XAU update and Gold

See also previous blogs.

XAU june 19 2014xau june 19 2014 s

Very nice day for gold and the XAU. This is the anticipated e wave in a triangle and it is close to complete. The move is no doubt the result of the Fed’s Chief musings about “considerable” meaning “it depends”- so much for transparent guidance. On top of that the economic term hysteresis was brought back into the Fed’s vocabulary just to make the already incompatible two mandates, i.e. low unemployment and low inflation, even more confusing by admitting that we do not even know if unemployment  is actually fully reversible, considering that this variable is path-dependent as it reacts to various stimuli. The concept is easily understood if you think of the ice cap melting away. Once it is gone it will take much colder temperatures to get it back than it took to keep it, because, among other things, heat reflection. The same is true to some extent with unemployment making the entire Keynesian approach little more than a vain attempt at applying economic theory. The whole thing is already almost hysterical. Gold is virtually in the same position, shown below.

Gold june 19 2014

TSX, Toronto update.

tsx jun 12 2014

There is no better time than father’s day to revisit the TSX or TSE once again. At the beginning of 2011 (Feb.) we were already at 14250, so we have spent the past 3+ years gaining a mere 750 points. This compares to the roughly 6000 points gained in the 2 years immediately after the lows of March 2009, slightly 10-times more “robust”. Clearly the bloom is off this index.

As pointed out earlier, in the 31 or so years to the top in 2008, this index has doubled 4 times as in 1-2-4-8-16. Using the rule of 72 yields a return of about 9%. Add to that a dividend of 2% and we get a total return of 11% on average for that entire period. That compares very favourable to other broad metrics as , for instance, population growth. From StatsCan we get;

  • Since the early 1970s, the rate of population growth has held at just over 1% per year on average.
  • Over the past 10 years, with an annual average growth rate of just over 1%, Canada’s population has grown at the fastest pace of any of the G8 countries.
    This comparison with population growth as a proxy for GDP growth, is incidentally the essence of professor Piketty’s concentration of wealth thesis where r>g. Here r is a lot larger than g.
    From an Elliott Wave perspective it is easy to count a clean 5-wave sequence going into the 2008 top. Every minute detail conforms to the rules and or guidelines. The almost inevitable conclusion must be that the correction from the peak in 2008 is not over. A wave C down is still required! Furthermore it should take us to the level of the 4th wave of previous degree AND erase about 50 to 60 percent of the gains from 1000 to 15000.
    Momentum, a second derivative, also tells us that things are not that hot. As noted above it has been running at about 1/10th of what it was immediately following the lows of the “great recession”, this despite every Central Banker or every member of the Club of GS, adding more and more booze to the punchbowl. Volume, by the way, has been dropping throughout this period and is running at about 1/2 of peak volume.
    On the balance of probabilities, the TSX is now, definitely, a sell. In terms of risk-adjusted returns, it really was already a sell three years ago.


Show each line in the listing below that contains the word "data".

____ Provided material

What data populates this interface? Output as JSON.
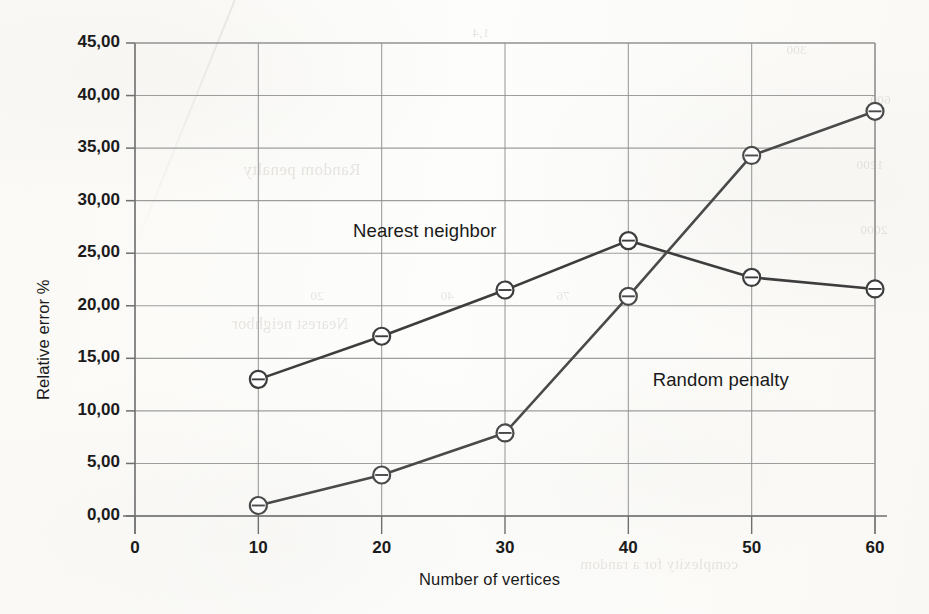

________
____ Provided material

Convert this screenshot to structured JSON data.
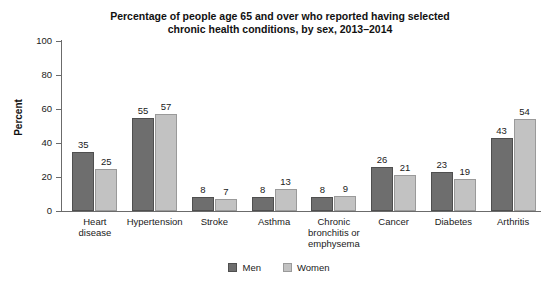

________
____ Provided material

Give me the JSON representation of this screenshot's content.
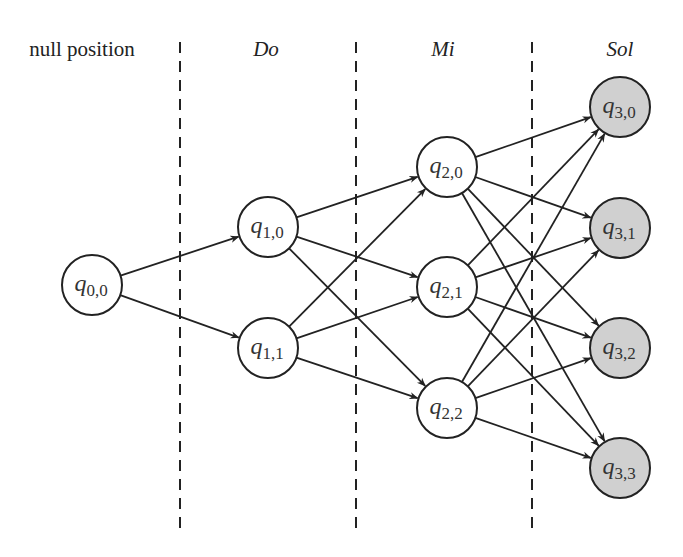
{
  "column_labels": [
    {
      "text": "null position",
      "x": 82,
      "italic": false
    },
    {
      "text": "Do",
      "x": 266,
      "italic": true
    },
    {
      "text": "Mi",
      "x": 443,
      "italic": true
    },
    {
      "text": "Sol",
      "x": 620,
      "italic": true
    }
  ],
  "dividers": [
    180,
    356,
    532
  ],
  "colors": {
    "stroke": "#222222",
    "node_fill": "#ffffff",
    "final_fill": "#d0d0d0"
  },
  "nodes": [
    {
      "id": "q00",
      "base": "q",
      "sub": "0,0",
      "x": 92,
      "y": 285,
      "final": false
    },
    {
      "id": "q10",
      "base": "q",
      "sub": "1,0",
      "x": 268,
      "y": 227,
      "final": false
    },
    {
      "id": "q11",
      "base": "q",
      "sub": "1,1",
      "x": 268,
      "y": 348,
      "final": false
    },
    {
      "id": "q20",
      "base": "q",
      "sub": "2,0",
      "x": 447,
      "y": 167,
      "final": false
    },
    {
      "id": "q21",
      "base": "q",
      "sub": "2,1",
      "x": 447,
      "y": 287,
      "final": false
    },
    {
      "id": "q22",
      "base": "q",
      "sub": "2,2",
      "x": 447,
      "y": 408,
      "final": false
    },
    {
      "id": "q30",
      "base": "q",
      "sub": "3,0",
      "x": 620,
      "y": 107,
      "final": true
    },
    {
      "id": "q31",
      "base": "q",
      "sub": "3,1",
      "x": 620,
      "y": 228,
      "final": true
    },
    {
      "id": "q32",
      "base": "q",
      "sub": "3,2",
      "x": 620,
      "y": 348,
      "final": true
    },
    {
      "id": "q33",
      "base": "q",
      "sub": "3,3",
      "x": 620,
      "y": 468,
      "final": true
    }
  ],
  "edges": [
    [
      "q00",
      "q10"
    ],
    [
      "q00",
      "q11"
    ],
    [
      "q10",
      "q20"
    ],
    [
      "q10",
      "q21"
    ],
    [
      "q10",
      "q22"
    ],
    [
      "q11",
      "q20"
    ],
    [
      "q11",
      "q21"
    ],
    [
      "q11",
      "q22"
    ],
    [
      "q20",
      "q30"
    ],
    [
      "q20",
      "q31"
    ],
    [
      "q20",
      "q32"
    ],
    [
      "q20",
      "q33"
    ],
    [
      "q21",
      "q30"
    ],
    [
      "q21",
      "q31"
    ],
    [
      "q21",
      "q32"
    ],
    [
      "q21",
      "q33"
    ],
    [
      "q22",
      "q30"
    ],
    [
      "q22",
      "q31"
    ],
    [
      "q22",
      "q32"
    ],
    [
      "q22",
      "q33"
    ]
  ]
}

________

• _Response for this exercise_:
What data populates this interface? Output as JSON.
Convert this screenshot to structured JSON data.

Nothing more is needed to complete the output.